I last spoke with Itiel at a Johannesburg kosher restaurant called Frangelica’s, which serves coffee, blintzes, and cholent to the residents of Glenhazel, the city’s Orthodox Jewish enclave. He wore his grey hair and beard wizard-long, and a pair of yellow-tinted aviators implied a close familiarity with psychedelics. He lived nearby, he told me, in an apartment block maintained for the indigent by the Jewish Burial Society.
When Itiel was discharged from Greefswald in July 1972, he found a patch of garden at his family’s home and did not move from it for six months. “People used to come down and talk to me, and I didn’t know what the hell they were saying,” he explained. “You can’t relate to anything, can’t relate to the future, can’t relate to the past. You are, like, there. The present only.”
Not a trace of Greefswald remains. But many of its ghosts tell a similar story: none survived the journey back to real life intact. Gordon Torr, who managed to build a successful advertising career in the UK, suddenly fell apart a few years ago. He suffered a catastrophic breakdown, became suicidal, and wrote a stunning novelization of his experiences, called Kill Yourself and Count to 10. He has come to an intellectual accord with Levin’s legacy. “I think of the camp as a metaphor for that peculiarly dark and twisted place in the minds of the people who conceived a pure-white world in which ‘otherness’ could be dumped like trash into the ghettoes and prisons of apartheid,” he told South African GQ.

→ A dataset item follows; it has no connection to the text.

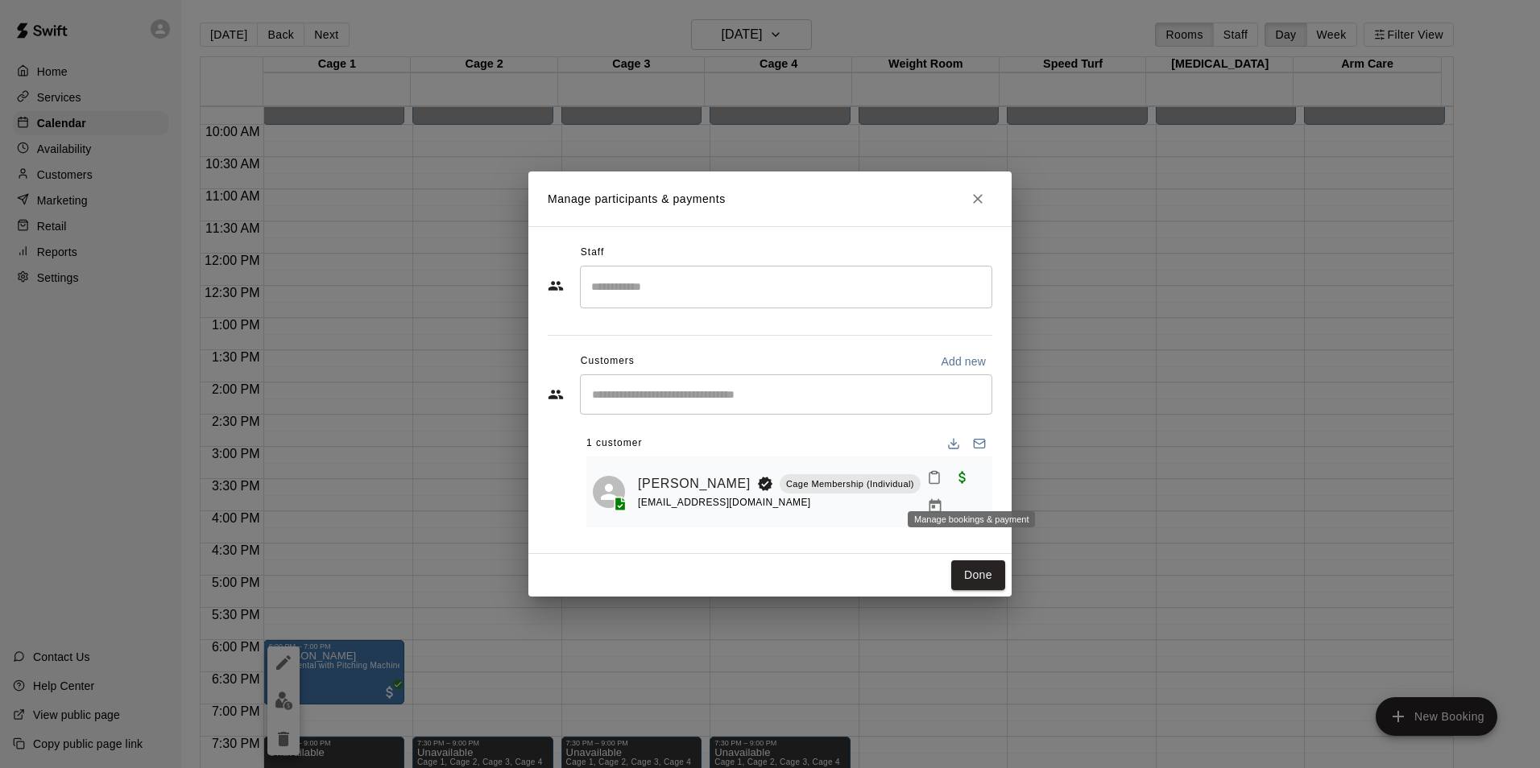 This screenshot has width=1540, height=768. I want to click on button: Email participants, so click(979, 444).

Now that Levin is in prison, has there been any closure—that intangible condition the TRC reached for in the late 1990s? Certainly not for RB, who by September 2014 was broke and homeless. He is now suing Levin, the CPSA, the Calgary police, and the Peter Lougheed Centre in a complicated civil case. The fallen doctor still has his defenders, those who can’t—or don’t want to—fathom the breadth and depth of his crimes. During sentencing, Jakob Mikveh’s Rabbi Yisroel Miller sent a letter pleading for leniency. “The bad does not erase all the good,” wrote the rabbi. “I know all the goodness within him still remains. A prison term would be a death sentence for him.”
Authoritarian regimes have enlisted numberless medical professionals to treat not the disease in the patient but the patient as the disease. The vast majority of people who come to Canada to work as psychiatrists are committed, well-trained professionals who will never be guilty of malpractice. But the Aubrey Levins of the world, anomalous though they may be, cannot be ignored out of existence. Have Canadian medical colleges become more robust in ensuring that people like him do not enter the system? Kelly Eby told me she wasn’t “specifically aware” of any formal process for looking at the history of an applicant’s country of origin. Self-report remains a key phrase in the CPSA’s long list of requirements for those applying for medical licences in Alberta.
A good doctor ends his or her career largely unsung—a cake at a retirement party, a nice obituary in the local paper. A bad doctor destroys hundreds, sometimes thousands, of lives. I spoke with a number of Levin’s former patients, and none of them can quite believe that he’s in prison. They still fear his reach; they still believe he’s out there. One told me, “All I want is to know that he won’t hurt anyone anymore.”
As for Itiel, things eventually improved, but not by much. His life never found a track, and he is now dependent on the charity of the Burial Society. “I haven’t managed to get back into anything,” he said, taking a slug from a can of Coke. “Nobody wants to give me a job.” In the final reckoning, he had to concede that Levin had done exactly what he said he’d do—and then some. He’d peeled Itiel like an onion and gotten to the essence of who he was. Then he kept peeling, until there was nothing left at all.
Note: this piece has been edited to remove the name of a former patient who has asked not to be identified.
This appeared in the September 2015 issue.